Media Advisory
June 1, 2010
The open rebellion against a UN Security Council "terrorist" list is growing in Canada. The Canadian Auto Workers (CAW) and the Public Service Alliance of Canada (PSAC) are the latest labour organizations to announce that they will hire Abousfian Abdelrazik despite Canadian law saying that it is illegal to do so.
When the Canadian Labour Congress (CLC), the Canadian Union of Postal Workers (CUPW), the Canadian section of the International Association of Machinists (IAM), announced at a press conference on 18 May that they, together with the Windsor District Labour Council, were hiring Abousfian Abdelrazik, Foreign Affairs Minister Lawrence Cannon was forced to respond.
Mohammed Shahsavari doesn't know how he is going to pay his tuition.
The second-year master's student at Carleton University is one of hundreds of Iranian students in Canada affected by deepening economic sanctions against Iran.
At the end of January, Canada followed the United States and the European Union in tightening its sanctions. This included prohibiting all financial transactions with Iran. Although Iranians in Canada can send less than $40,000 home, it's difficult to transfer funds from Iran to Canada.
Shahsavari says that students who depend on money from their parents have no way to access it.
Accessibility info: Grandview Calvary Baptist Church's kitchen's entrance
is at street level, which gives access to washrooms, kitchen and lower
hall. The women's washroom has a stall that can accommodate a wheelchair.
The washroom door opening is 86 cm, and the stall door is 61 cm.
On Wednesday, April 28 Project Fly Home held a "sanctions-busting' telethon in support of Abousfian Abdelrazik, the Sudanese-Canadian man on the United Nations 1267 list.
The event in Montreal was streamed live on rabbletv. Canadians called in to make financial contributions to Abdelrazik, which under federal law risks prosecution. The law states that no Canadian shall "provide or collect by any means, directly or indirectly, funds with the intention that the funds be used by someone on the 1267 list."
Despite the sanction, over 150 people participated in this nonviolent direct action (some called in, some donated in person at the event and some emailed in), raising almost $6000 in the span of two hours.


Task to carry out: Without the pictures, reproduce the entries below exactly.

Listed records:
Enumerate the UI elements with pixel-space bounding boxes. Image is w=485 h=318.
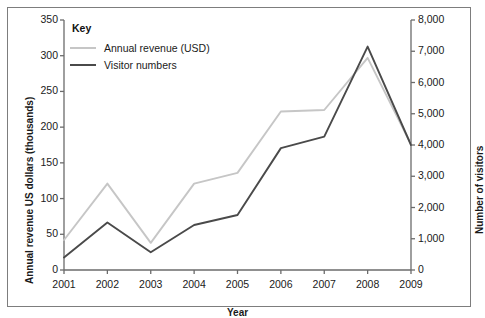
y-axis-right-tick-label: 2,000 [418, 201, 460, 213]
chart-legend: Key Annual revenue (USD)Visitor numbers [70, 22, 220, 74]
y-axis-right-tick-label: 1,000 [418, 232, 460, 244]
y-axis-left-tick-label: 300 [18, 49, 58, 61]
legend-item-label: Annual revenue (USD) [104, 42, 210, 54]
x-axis-title: Year [227, 307, 248, 318]
y-axis-left-tick-label: 250 [18, 84, 58, 96]
y-axis-right-tick-label: 7,000 [418, 44, 460, 56]
legend-line-swatch-icon [70, 64, 96, 66]
x-axis-tick-label: 2005 [216, 278, 260, 290]
y-axis-left-title: Annual revenue US dollars (thousands) [24, 97, 35, 284]
x-axis-tick-label: 2002 [85, 278, 129, 290]
y-axis-right-tick-label: 6,000 [418, 76, 460, 88]
x-axis-tick-label: 2009 [389, 278, 433, 290]
legend-item-label: Visitor numbers [104, 59, 177, 71]
series-line-2 [64, 47, 411, 258]
y-axis-right-tick-label: 8,000 [418, 13, 460, 25]
x-axis-tick-label: 2004 [172, 278, 216, 290]
x-axis-tick-label: 2003 [129, 278, 173, 290]
y-axis-right-tick-label: 3,000 [418, 169, 460, 181]
legend-line-swatch-icon [70, 47, 96, 49]
x-axis-tick-label: 2008 [346, 278, 390, 290]
legend-entries: Annual revenue (USD)Visitor numbers [70, 40, 220, 73]
x-axis-tick-label: 2001 [42, 278, 86, 290]
chart-frame: 050100150200250300350 01,0002,0003,0004,… [7, 7, 471, 307]
y-axis-right-tick-label: 0 [418, 263, 460, 275]
y-axis-right-tick-label: 5,000 [418, 107, 460, 119]
legend-title: Key [70, 22, 220, 34]
x-axis-tick-label: 2007 [302, 278, 346, 290]
y-axis-left-tick-label: 350 [18, 13, 58, 25]
x-axis-tick-label: 2006 [259, 278, 303, 290]
data-series-lines [64, 47, 411, 258]
y-axis-right-title: Number of visitors [474, 146, 485, 234]
legend-item: Annual revenue (USD) [70, 40, 220, 56]
legend-item: Visitor numbers [70, 57, 220, 73]
y-axis-right-tick-label: 4,000 [418, 138, 460, 150]
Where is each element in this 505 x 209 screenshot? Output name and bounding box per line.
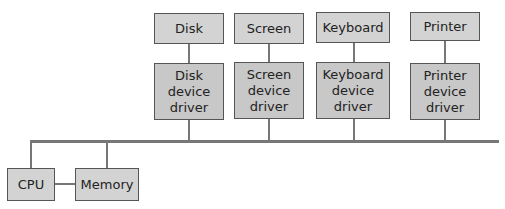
printer-connector: [444, 41, 446, 63]
disk-label: Disk: [175, 21, 203, 37]
cpu-box: CPU: [7, 168, 55, 201]
disk-driver-bus-connector: [188, 120, 190, 141]
screen-driver-box: Screen device driver: [234, 62, 304, 119]
disk-driver-label: Disk device driver: [168, 68, 211, 116]
cpu-bus-connector: [30, 140, 32, 169]
screen-connector: [268, 44, 270, 62]
printer-device-box: Printer: [410, 12, 480, 41]
keyboard-connector: [353, 43, 355, 62]
disk-driver-box: Disk device driver: [154, 63, 224, 120]
keyboard-driver-label: Keyboard device driver: [322, 67, 383, 115]
memory-box: Memory: [75, 168, 139, 201]
screen-device-box: Screen: [234, 13, 304, 44]
memory-label: Memory: [81, 177, 134, 193]
printer-driver-bus-connector: [444, 120, 446, 141]
memory-bus-connector: [106, 140, 108, 169]
keyboard-label: Keyboard: [322, 20, 383, 36]
printer-label: Printer: [423, 19, 466, 35]
cpu-memory-link: [55, 183, 75, 185]
keyboard-driver-bus-connector: [353, 119, 355, 141]
screen-driver-label: Screen device driver: [247, 67, 292, 115]
cpu-label: CPU: [18, 177, 44, 193]
disk-connector: [188, 44, 190, 63]
screen-driver-bus-connector: [268, 119, 270, 141]
screen-label: Screen: [247, 21, 292, 37]
device-driver-diagram: Disk Disk device driver Screen Screen de…: [0, 0, 505, 209]
disk-device-box: Disk: [154, 13, 224, 44]
system-bus: [30, 140, 499, 143]
keyboard-driver-box: Keyboard device driver: [316, 62, 390, 119]
printer-driver-label: Printer device driver: [423, 68, 466, 116]
keyboard-device-box: Keyboard: [316, 12, 390, 43]
printer-driver-box: Printer device driver: [410, 63, 480, 120]
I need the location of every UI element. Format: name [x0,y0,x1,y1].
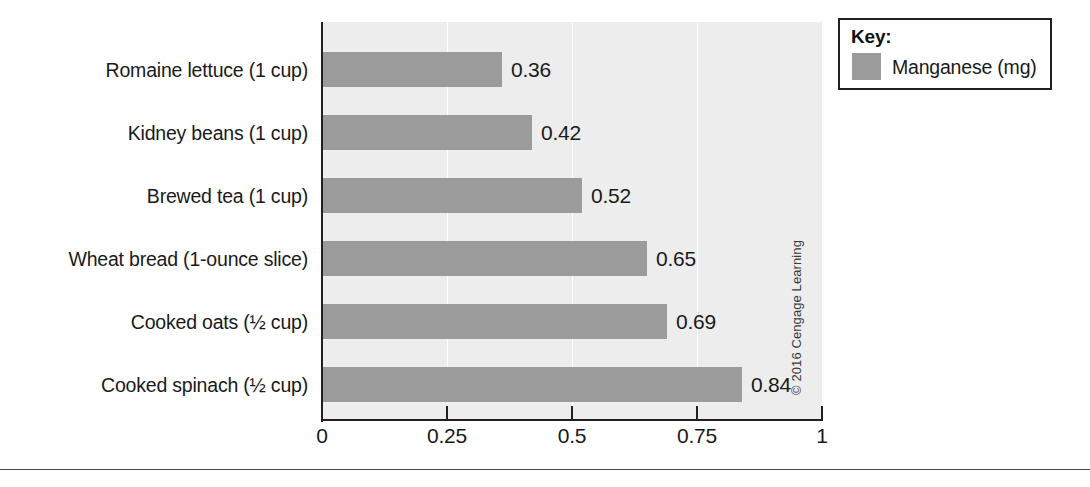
bar [322,304,667,339]
bar-value-label: 0.65 [656,247,696,271]
x-axis-tick-label: 0.5 [558,424,587,448]
x-axis-tick [571,406,573,420]
bar [322,52,502,87]
category-label: Romaine lettuce (1 cup) [0,59,308,82]
copyright-credit: © 2016 Cengage Learning [789,240,804,395]
category-label: Wheat bread (1-ounce slice) [0,248,308,271]
bar-value-label: 0.36 [511,58,551,82]
bar-chart-figure: 0.360.420.520.650.690.84 Romaine lettuce… [0,0,1090,487]
x-axis-tick-label: 0 [316,424,327,448]
category-label: Cooked oats (½ cup) [0,311,308,334]
bottom-divider [0,469,1090,470]
bar [322,178,582,213]
legend-swatch-manganese [852,53,881,80]
legend-label-manganese: Manganese (mg) [892,56,1037,79]
legend-key-box: Key: Manganese (mg) [838,18,1052,90]
x-axis-tick [696,406,698,420]
y-axis-line [321,22,323,422]
bar-value-label: 0.52 [591,184,631,208]
gridline [697,22,698,420]
category-label: Brewed tea (1 cup) [0,185,308,208]
bar [322,241,647,276]
gridline [572,22,573,420]
bar-value-label: 0.69 [676,310,716,334]
x-axis-tick-label: 1 [816,424,827,448]
category-label: Kidney beans (1 cup) [0,122,308,145]
x-axis-tick-label: 0.25 [427,424,467,448]
bar [322,367,742,402]
legend-title: Key: [851,26,891,48]
category-label: Cooked spinach (½ cup) [0,374,308,397]
x-axis-tick [446,406,448,420]
bar [322,115,532,150]
bar-value-label: 0.42 [541,121,581,145]
bar-value-label: 0.84 [751,373,791,397]
x-axis-tick [821,406,823,420]
x-axis-tick-label: 0.75 [677,424,717,448]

Answer below:
Enumerate the UI elements with pixel-space bounding boxes. Image is w=485 h=318.
y-axis-right-tick-label: 2,000 [418, 201, 460, 213]
chart-legend: Key Annual revenue (USD)Visitor numbers [70, 22, 220, 74]
y-axis-right-tick-label: 1,000 [418, 232, 460, 244]
y-axis-left-tick-label: 300 [18, 49, 58, 61]
legend-item-label: Annual revenue (USD) [104, 42, 210, 54]
x-axis-title: Year [227, 307, 248, 318]
y-axis-left-tick-label: 250 [18, 84, 58, 96]
y-axis-right-tick-label: 7,000 [418, 44, 460, 56]
legend-line-swatch-icon [70, 64, 96, 66]
x-axis-tick-label: 2005 [216, 278, 260, 290]
y-axis-left-title: Annual revenue US dollars (thousands) [24, 97, 35, 284]
x-axis-tick-label: 2002 [85, 278, 129, 290]
y-axis-right-tick-label: 6,000 [418, 76, 460, 88]
x-axis-tick-label: 2009 [389, 278, 433, 290]
legend-item-label: Visitor numbers [104, 59, 177, 71]
series-line-2 [64, 47, 411, 258]
y-axis-right-tick-label: 8,000 [418, 13, 460, 25]
x-axis-tick-label: 2004 [172, 278, 216, 290]
x-axis-tick-label: 2003 [129, 278, 173, 290]
y-axis-right-tick-label: 3,000 [418, 169, 460, 181]
legend-line-swatch-icon [70, 47, 96, 49]
x-axis-tick-label: 2008 [346, 278, 390, 290]
legend-entries: Annual revenue (USD)Visitor numbers [70, 40, 220, 73]
x-axis-tick-label: 2001 [42, 278, 86, 290]
chart-frame: 050100150200250300350 01,0002,0003,0004,… [7, 7, 471, 307]
y-axis-right-tick-label: 0 [418, 263, 460, 275]
y-axis-right-tick-label: 5,000 [418, 107, 460, 119]
legend-title: Key [70, 22, 220, 34]
x-axis-tick-label: 2007 [302, 278, 346, 290]
y-axis-left-tick-label: 350 [18, 13, 58, 25]
x-axis-tick-label: 2006 [259, 278, 303, 290]
data-series-lines [64, 47, 411, 258]
y-axis-right-title: Number of visitors [474, 146, 485, 234]
legend-item: Annual revenue (USD) [70, 40, 220, 56]
legend-item: Visitor numbers [70, 57, 220, 73]
y-axis-right-tick-label: 4,000 [418, 138, 460, 150]
Where is each element in this 505 x 209 screenshot? Output name and bounding box per line.
printer-connector: [444, 41, 446, 63]
disk-label: Disk: [175, 21, 203, 37]
cpu-box: CPU: [7, 168, 55, 201]
disk-driver-bus-connector: [188, 120, 190, 141]
screen-driver-box: Screen device driver: [234, 62, 304, 119]
disk-driver-label: Disk device driver: [168, 68, 211, 116]
cpu-bus-connector: [30, 140, 32, 169]
screen-connector: [268, 44, 270, 62]
printer-device-box: Printer: [410, 12, 480, 41]
keyboard-connector: [353, 43, 355, 62]
disk-driver-box: Disk device driver: [154, 63, 224, 120]
keyboard-driver-label: Keyboard device driver: [322, 67, 383, 115]
memory-box: Memory: [75, 168, 139, 201]
screen-device-box: Screen: [234, 13, 304, 44]
memory-label: Memory: [81, 177, 134, 193]
printer-driver-bus-connector: [444, 120, 446, 141]
memory-bus-connector: [106, 140, 108, 169]
keyboard-label: Keyboard: [322, 20, 383, 36]
printer-label: Printer: [423, 19, 466, 35]
cpu-memory-link: [55, 183, 75, 185]
keyboard-driver-bus-connector: [353, 119, 355, 141]
screen-driver-label: Screen device driver: [247, 67, 292, 115]
cpu-label: CPU: [18, 177, 44, 193]
disk-connector: [188, 44, 190, 63]
screen-driver-bus-connector: [268, 119, 270, 141]
screen-label: Screen: [247, 21, 292, 37]
device-driver-diagram: Disk Disk device driver Screen Screen de…: [0, 0, 505, 209]
disk-device-box: Disk: [154, 13, 224, 44]
system-bus: [30, 140, 499, 143]
keyboard-driver-box: Keyboard device driver: [316, 62, 390, 119]
printer-driver-label: Printer device driver: [423, 68, 466, 116]
keyboard-device-box: Keyboard: [316, 12, 390, 43]
printer-driver-box: Printer device driver: [410, 63, 480, 120]
I need the location of every UI element. Format: name [x0,y0,x1,y1].
bar [322,304,667,339]
bar-value-label: 0.65 [656,247,696,271]
x-axis-tick-label: 0.5 [558,424,587,448]
x-axis-tick [571,406,573,420]
bar [322,52,502,87]
category-label: Romaine lettuce (1 cup) [0,59,308,82]
copyright-credit: © 2016 Cengage Learning [789,240,804,395]
category-label: Wheat bread (1-ounce slice) [0,248,308,271]
bar-value-label: 0.36 [511,58,551,82]
bar-chart-figure: 0.360.420.520.650.690.84 Romaine lettuce… [0,0,1090,487]
x-axis-tick-label: 0 [316,424,327,448]
category-label: Cooked oats (½ cup) [0,311,308,334]
bottom-divider [0,469,1090,470]
bar [322,178,582,213]
legend-swatch-manganese [852,53,881,80]
legend-label-manganese: Manganese (mg) [892,56,1037,79]
legend-key-box: Key: Manganese (mg) [838,18,1052,90]
x-axis-tick [696,406,698,420]
y-axis-line [321,22,323,422]
bar-value-label: 0.52 [591,184,631,208]
gridline [697,22,698,420]
category-label: Brewed tea (1 cup) [0,185,308,208]
bar [322,241,647,276]
gridline [572,22,573,420]
bar-value-label: 0.69 [676,310,716,334]
x-axis-tick-label: 1 [816,424,827,448]
category-label: Kidney beans (1 cup) [0,122,308,145]
x-axis-tick-label: 0.25 [427,424,467,448]
bar [322,367,742,402]
legend-title: Key: [851,26,891,48]
category-label: Cooked spinach (½ cup) [0,374,308,397]
x-axis-tick [446,406,448,420]
bar [322,115,532,150]
bar-value-label: 0.42 [541,121,581,145]
bar-value-label: 0.84 [751,373,791,397]
x-axis-tick [821,406,823,420]
x-axis-tick-label: 0.75 [677,424,717,448]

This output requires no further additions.